> _What to do_: Output all records verbatim.
Materials provided START
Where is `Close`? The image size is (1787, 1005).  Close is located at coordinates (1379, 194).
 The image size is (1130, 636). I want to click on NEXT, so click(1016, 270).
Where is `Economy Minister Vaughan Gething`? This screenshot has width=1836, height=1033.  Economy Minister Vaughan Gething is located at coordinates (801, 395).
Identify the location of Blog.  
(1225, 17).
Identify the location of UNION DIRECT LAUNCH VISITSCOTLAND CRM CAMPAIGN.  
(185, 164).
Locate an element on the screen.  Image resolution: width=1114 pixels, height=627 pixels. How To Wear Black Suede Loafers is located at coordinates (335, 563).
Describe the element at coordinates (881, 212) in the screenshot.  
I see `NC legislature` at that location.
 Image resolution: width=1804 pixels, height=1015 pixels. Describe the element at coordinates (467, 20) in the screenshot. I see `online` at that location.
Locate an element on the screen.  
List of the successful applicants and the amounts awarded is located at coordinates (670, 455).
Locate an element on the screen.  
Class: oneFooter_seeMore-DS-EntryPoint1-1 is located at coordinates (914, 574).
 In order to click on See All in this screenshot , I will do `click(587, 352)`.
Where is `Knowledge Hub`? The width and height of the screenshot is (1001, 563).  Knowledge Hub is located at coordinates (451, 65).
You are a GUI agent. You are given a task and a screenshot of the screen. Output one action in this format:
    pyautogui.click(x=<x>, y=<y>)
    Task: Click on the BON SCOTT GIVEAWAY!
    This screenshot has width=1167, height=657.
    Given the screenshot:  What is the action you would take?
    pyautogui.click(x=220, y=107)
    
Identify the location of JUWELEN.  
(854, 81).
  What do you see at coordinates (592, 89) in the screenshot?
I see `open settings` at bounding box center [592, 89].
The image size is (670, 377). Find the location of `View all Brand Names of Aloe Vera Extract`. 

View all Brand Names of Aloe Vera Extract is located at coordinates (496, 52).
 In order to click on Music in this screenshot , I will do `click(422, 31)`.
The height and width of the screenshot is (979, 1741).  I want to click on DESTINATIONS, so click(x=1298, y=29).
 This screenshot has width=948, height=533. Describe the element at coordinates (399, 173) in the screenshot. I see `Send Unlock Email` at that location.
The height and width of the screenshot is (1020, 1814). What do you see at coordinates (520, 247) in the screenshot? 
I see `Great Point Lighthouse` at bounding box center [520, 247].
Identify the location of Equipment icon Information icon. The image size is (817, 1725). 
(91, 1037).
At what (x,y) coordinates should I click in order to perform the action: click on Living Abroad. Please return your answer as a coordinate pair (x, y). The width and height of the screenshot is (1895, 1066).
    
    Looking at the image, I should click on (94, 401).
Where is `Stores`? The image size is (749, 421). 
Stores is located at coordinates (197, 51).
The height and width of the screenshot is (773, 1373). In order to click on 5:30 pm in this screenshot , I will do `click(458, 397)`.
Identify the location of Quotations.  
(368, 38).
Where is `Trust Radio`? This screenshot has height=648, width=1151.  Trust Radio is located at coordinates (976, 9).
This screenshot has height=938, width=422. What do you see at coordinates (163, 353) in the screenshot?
Materials provided END
> _Answer to this problem_:
Where is `Close`? The image size is (1787, 1005).  Close is located at coordinates (1379, 194).
 The image size is (1130, 636). I want to click on NEXT, so click(1016, 270).
Where is `Economy Minister Vaughan Gething`? This screenshot has width=1836, height=1033.  Economy Minister Vaughan Gething is located at coordinates (801, 395).
Identify the location of Blog.  
(1225, 17).
Identify the location of UNION DIRECT LAUNCH VISITSCOTLAND CRM CAMPAIGN.  
(185, 164).
Locate an element on the screen.  Image resolution: width=1114 pixels, height=627 pixels. How To Wear Black Suede Loafers is located at coordinates (335, 563).
Describe the element at coordinates (881, 212) in the screenshot.  
I see `NC legislature` at that location.
 Image resolution: width=1804 pixels, height=1015 pixels. Describe the element at coordinates (467, 20) in the screenshot. I see `online` at that location.
Locate an element on the screen.  
List of the successful applicants and the amounts awarded is located at coordinates (670, 455).
Locate an element on the screen.  
Class: oneFooter_seeMore-DS-EntryPoint1-1 is located at coordinates (914, 574).
 In order to click on See All in this screenshot , I will do `click(587, 352)`.
Where is `Knowledge Hub`? The width and height of the screenshot is (1001, 563).  Knowledge Hub is located at coordinates (451, 65).
You are a GUI agent. You are given a task and a screenshot of the screen. Output one action in this format:
    pyautogui.click(x=<x>, y=<y>)
    Task: Click on the BON SCOTT GIVEAWAY!
    This screenshot has width=1167, height=657.
    Given the screenshot:  What is the action you would take?
    pyautogui.click(x=220, y=107)
    
Identify the location of JUWELEN.  
(854, 81).
  What do you see at coordinates (592, 89) in the screenshot?
I see `open settings` at bounding box center [592, 89].
The image size is (670, 377). Find the location of `View all Brand Names of Aloe Vera Extract`. 

View all Brand Names of Aloe Vera Extract is located at coordinates (496, 52).
 In order to click on Music in this screenshot , I will do `click(422, 31)`.
The height and width of the screenshot is (979, 1741).  I want to click on DESTINATIONS, so click(x=1298, y=29).
 This screenshot has width=948, height=533. Describe the element at coordinates (399, 173) in the screenshot. I see `Send Unlock Email` at that location.
The height and width of the screenshot is (1020, 1814). What do you see at coordinates (520, 247) in the screenshot? 
I see `Great Point Lighthouse` at bounding box center [520, 247].
Identify the location of Equipment icon Information icon. The image size is (817, 1725). 
(91, 1037).
At what (x,y) coordinates should I click in order to perform the action: click on Living Abroad. Please return your answer as a coordinate pair (x, y). The width and height of the screenshot is (1895, 1066).
    
    Looking at the image, I should click on (94, 401).
Where is `Stores`? The image size is (749, 421). 
Stores is located at coordinates (197, 51).
The height and width of the screenshot is (773, 1373). In order to click on 5:30 pm in this screenshot , I will do `click(458, 397)`.
Identify the location of Quotations.  
(368, 38).
Where is `Trust Radio`? This screenshot has height=648, width=1151.  Trust Radio is located at coordinates (976, 9).
This screenshot has height=938, width=422. What do you see at coordinates (163, 353) in the screenshot?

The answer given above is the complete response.